US Navy Thinks Renewable Energy is the Future, But House Republicans Don’t Want Them to Have It


Official US Navy Imagery/CC BY 2.0

We’ve covered many times the efforts of the US Navy, driven largely by a desire to secure stable and domestic sources of energy, to create a so-called Great Green Fleet and Green Strike Force—that is, ships and planes powered by biofuels.
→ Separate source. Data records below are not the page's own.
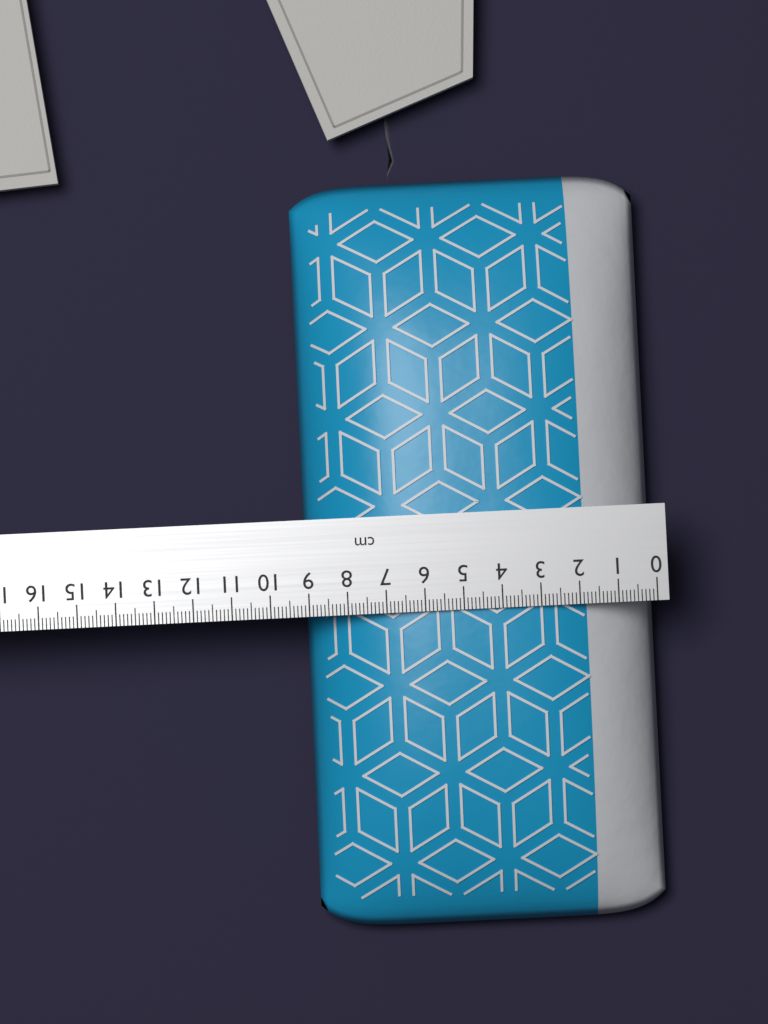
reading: 9.1 cm
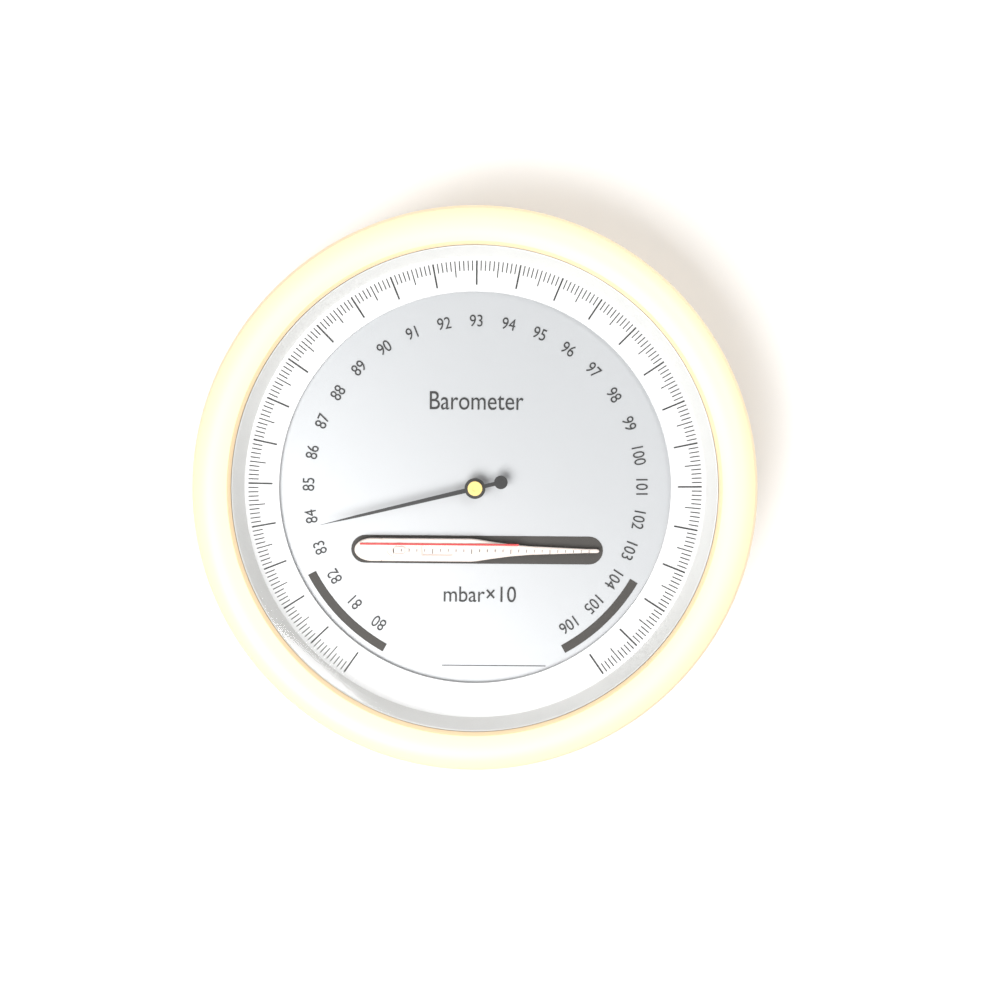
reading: 83.7 mbar×10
Check out the links to the left if you’re not up to speed on those effort.

More broadly, well aware of the strategic importance of secure energy supplies, not to mention being on the front lines of what have been energy wars as much as anything else over the past few decades, the military has been a big supporter of energy not derived from fossil fuels.

But, as a new piece in Wired explains, Republicans in the House apparently don’t want the Navy to make that future a reality.

In its report on next year’s Pentagon budget, the House Armed Services Committee banned the Defense Department from making or buying an alternative fuel that costs more than a “traditional fossil fuel.” It’s a standard that may be almost impossible to meet, energy experts believe; there’s almost no way the tiny, experimental biofuel industry can hope to compete on price with the massive, century-old fossil fuels business. […] if the measure becomes law, it would make it all-but-inconceivable for the Pentagon to buy the renewable fuels. It would likely scuttle one of the top priorities of Navy Secretary Ray Mabus. And it might very well suffocate the gasping biofuel industry, which was looking to the Pentagon to help it survive.